## What to produce
Your copy should match the records exactly, except that no pictures appear in it.

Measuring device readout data
========================================================================
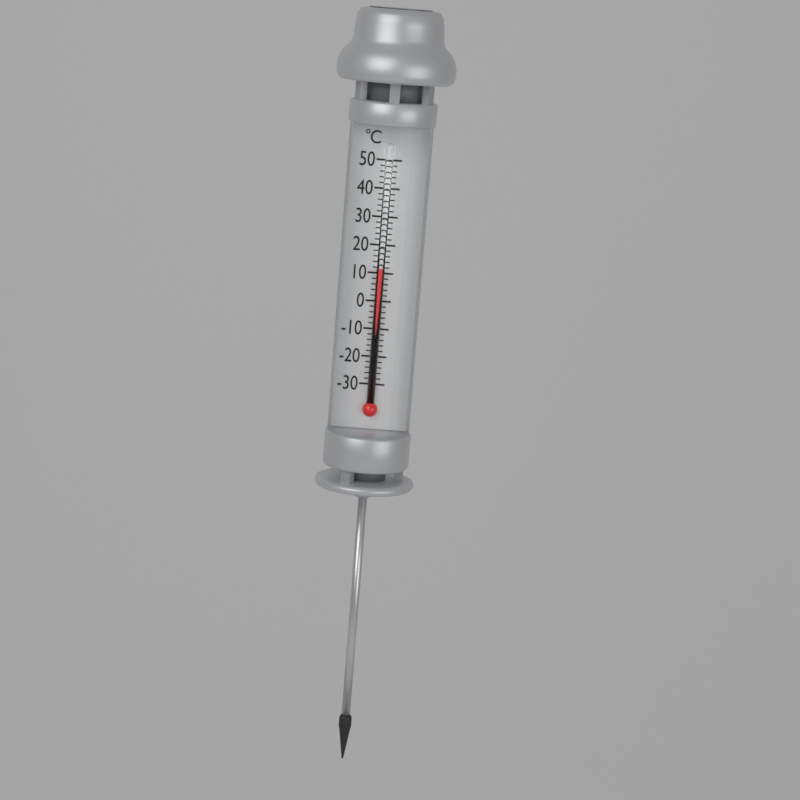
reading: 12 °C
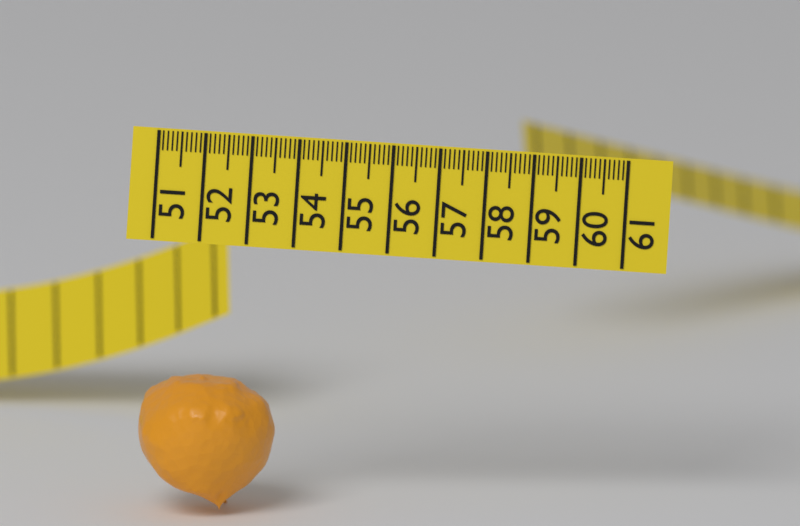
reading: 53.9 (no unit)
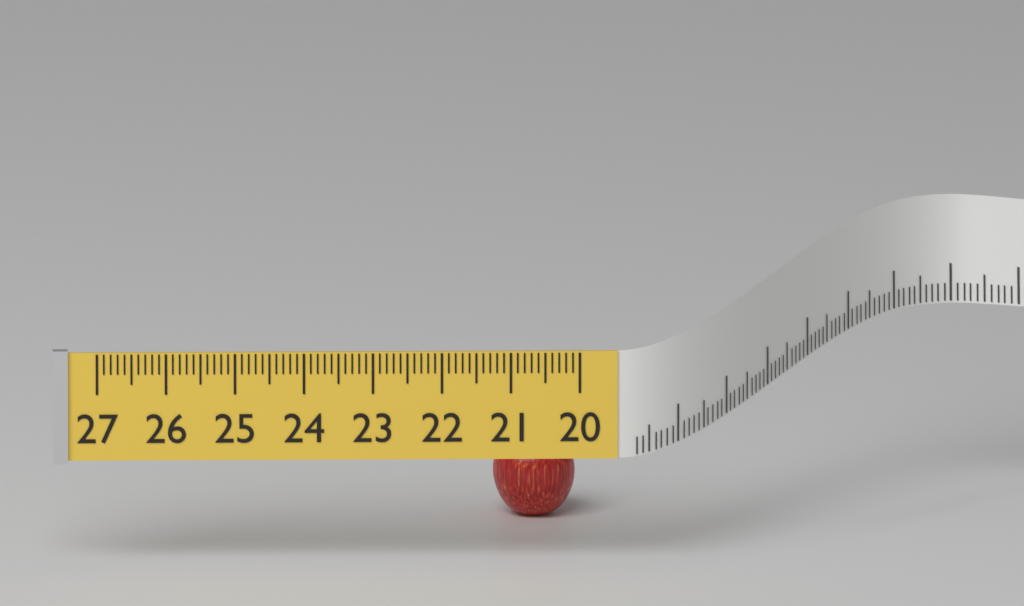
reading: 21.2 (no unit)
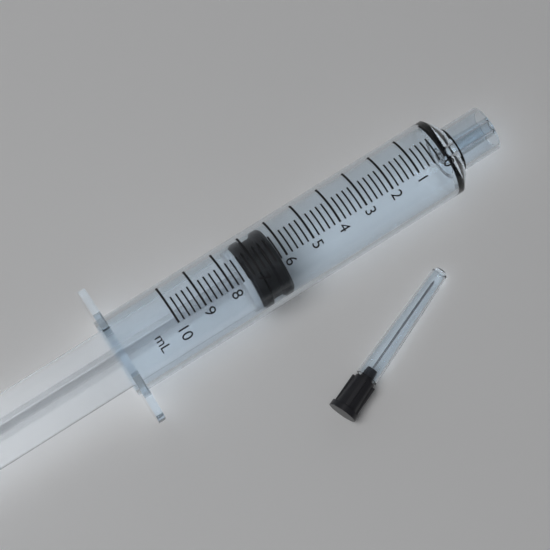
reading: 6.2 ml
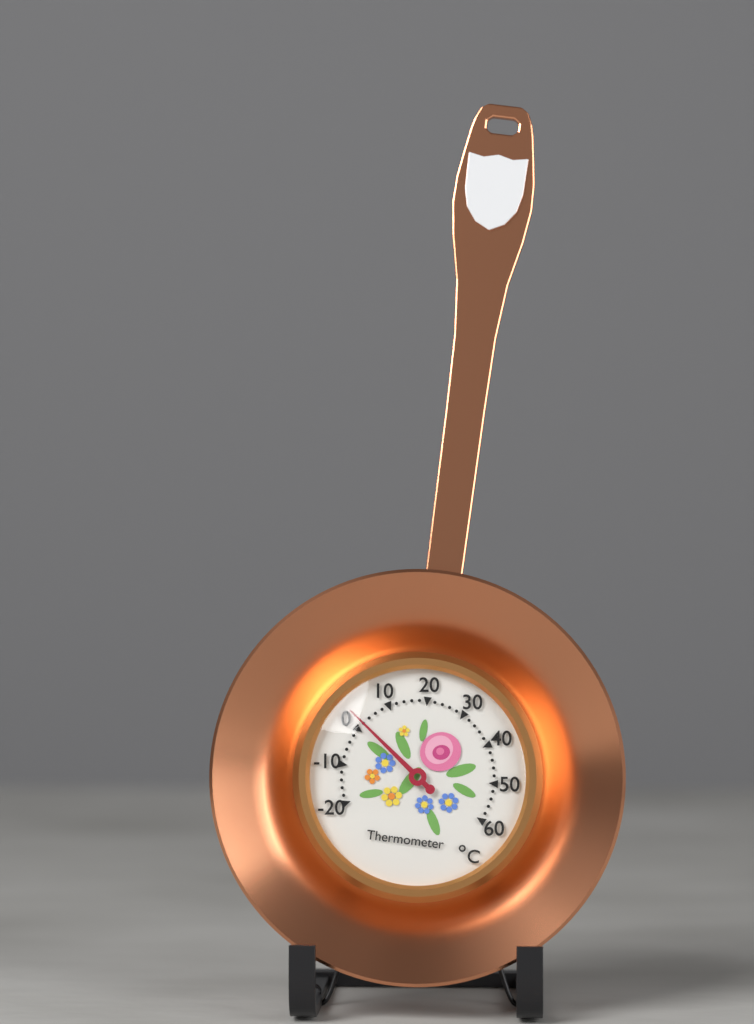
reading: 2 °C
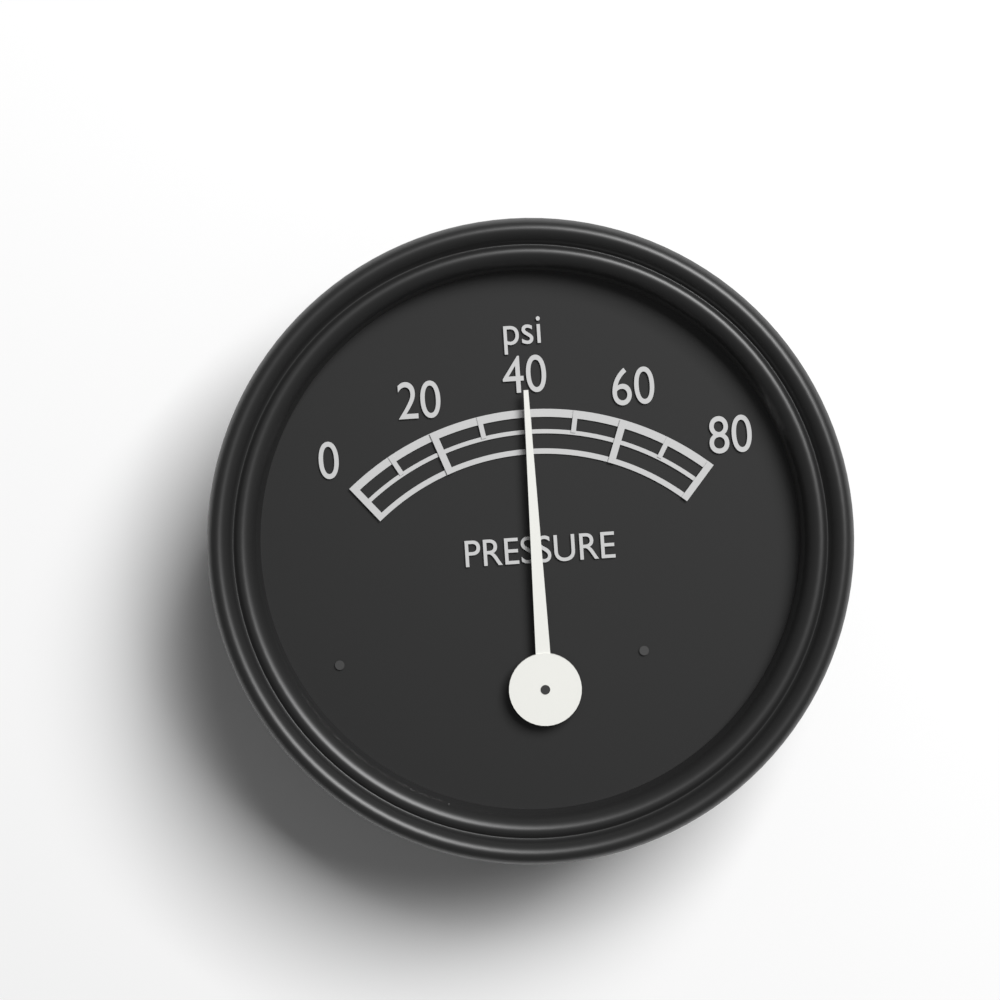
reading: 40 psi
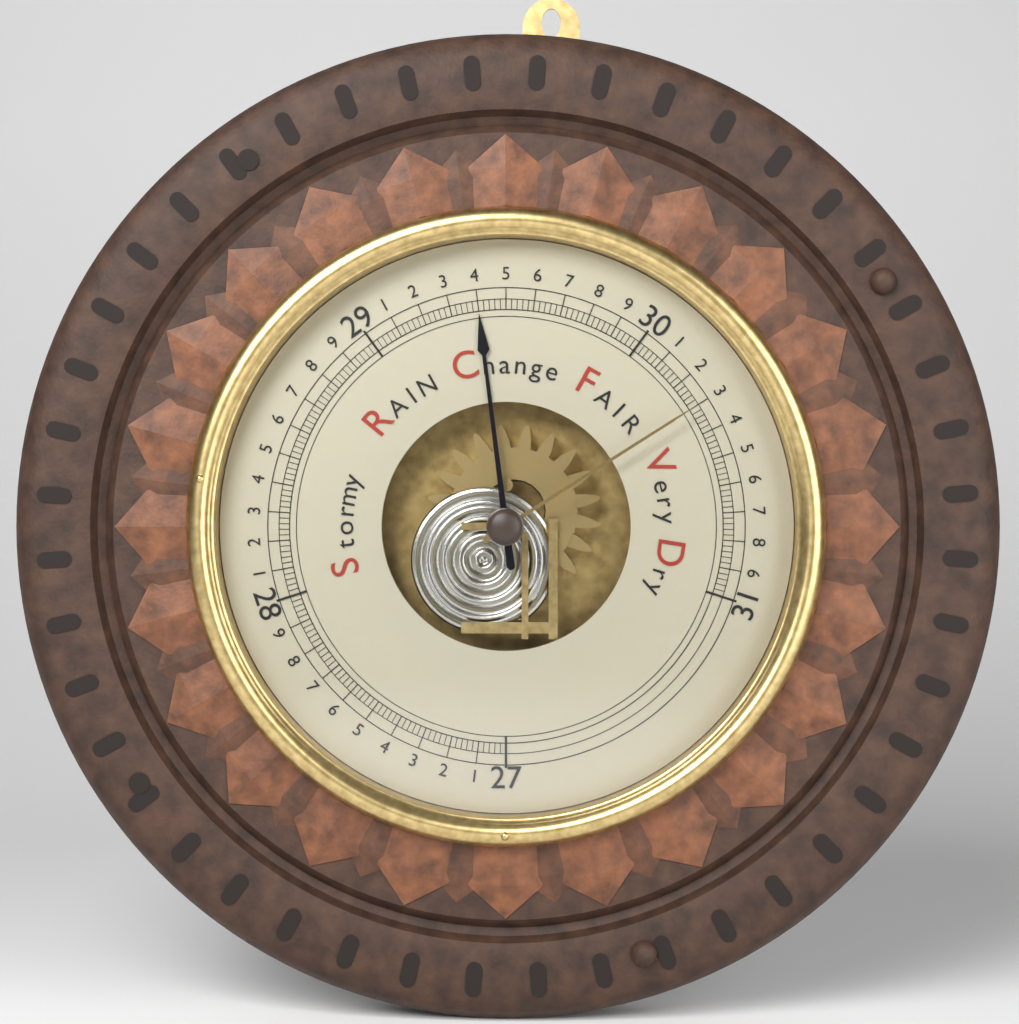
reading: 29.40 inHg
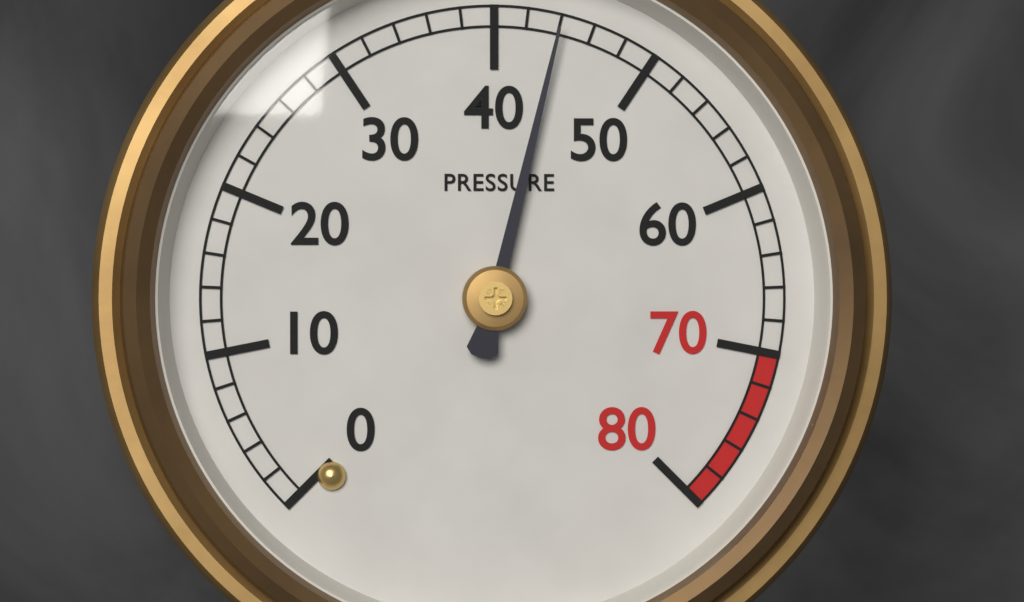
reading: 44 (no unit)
========================================================================
## Response for this exercise
reading: 12 °C
reading: 53.9 (no unit)
reading: 21.2 (no unit)
reading: 6.2 ml
reading: 2 °C
reading: 40 psi
reading: 29.40 inHg
reading: 44 (no unit)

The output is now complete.